Both Senate President Stephen Sweeney, D-Gloucester, and Assembly Speaker Vincent Prieto, D-Secaucus, have launched hearings to collect testimony that would help shape legislation to fix the existing system. Both have said they want to use as a basis for reforms the School Funding Reform Act of 2008, which is in effect and uses a weighted formula to steer money to school districts based on their number of high-need students.

Christie, on the other hand, filed a lawsuit in September challenging the legal underpinnings of the current system. He asked the New Jersey Supreme Court to reopen the landmark Abbott v. Burke case that in multiple rulings has steered the bulk of school funding in the past three decades to 31 of the state’s poorest districts.

Christie has said the rulings drove up suburban property taxes but that the districts that received the extra aid are still mostly failing. He also has asked the court to allow state education officials to waive teacher contract rules that he claims have been the real impediment to progress in the districts.

Coincidentally, Christie visited students at one of the so-called Abbott districts on Thursday to hear “about all the great things that you’re accomplishing and achieving here.” 

About a half-dozen public school advocates outside 9th Grade Academy in Trenton protested his appearance because his fairness formula would strip the district of what they said is essential funding.

“This governor has been an opponent of public education. This governor has been an opponent of democratic – lower-case d – education,” said Jerell Blakely, a member of the Healthy Schools Now Coalition. “He can’t pat us on the back and pick our pockets.” 

Three gubernatorial candidates — Democrats Phil Murphy and John Wisniewski and Republican Jack Ciattarelli — have signaled that they would not continue Christie’s lawsuit if elected in November and given the choice, but Guadagno remained noncommittal on Thursday.

“You will have to wait for my plan,” she said, referring to a tax relief plan she said her campaign would release in the coming months.

At the national level, Trump has made it clear that he's an ardent supporter of the school choice movement, meaning he supports funding and programs to help students go to the school of their choice, whether it's a regular public, private, magnet or charter school. He has appointed Betsy DeVos, one of the country’s most vocal and active supporters of school choice, to lead the Education Department. 

He has even referred to school choice as "the new civil rights issue of our time," which outraged critics who say the movement has worsened segregation and taken needed dollars away from regular public schools.

On the campaign trail, Trump pledged he would reroute $20 billion in federal education dollars to offer block grants to states so they can provide money for students to pay for public, private or religious schools. His plan, he said, would help 11 million students living in poverty go to schools of their choosing and escape "failing government schools," although he has not said where the money would come from.

“Given the $20 billion that President Trump has said he will contribute to a — he uses the word 'voucher'; in New Jersey we use the word 'opportunity scholarship,' we’re going to have to take a look at that,” Guadagno said Thursday. “You can’t walk away from that in an education system people claim is underfunded.”

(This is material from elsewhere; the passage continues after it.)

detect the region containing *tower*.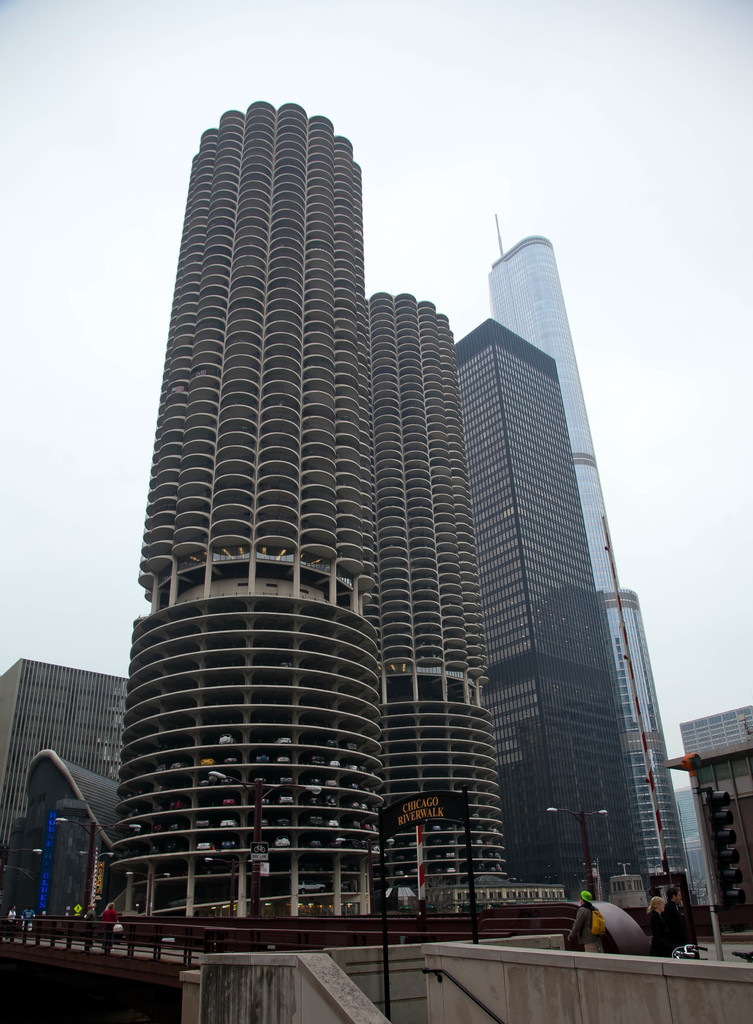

In support of her arguments about charter schools on Thursday, Guadagno cited a 2012 study from the Center for Research on Education Outcomes at Stanford University that concluded that students in New Jersey’s charter schools gain an average of two additional months of learning per year in reading over their traditional public school counterparts. In math, they gain an average of three additional months of learning per year, the study says.

Those results, however, are skewed by the success of the charter school program in Newark, the report says. Students at charter schools in New Jersey’s other major cities learn on average the same or less than their traditional public school counterparts.

Students of color and poor students also tend to perform better in charter schools, according to the study, although students at charter schools in rural areas learn less than those at traditional public schools.

“It is hard for me to comprehend as a parent how anyone can argue that charter schools, done the right way, are [not] the way to go,” Guadagno said.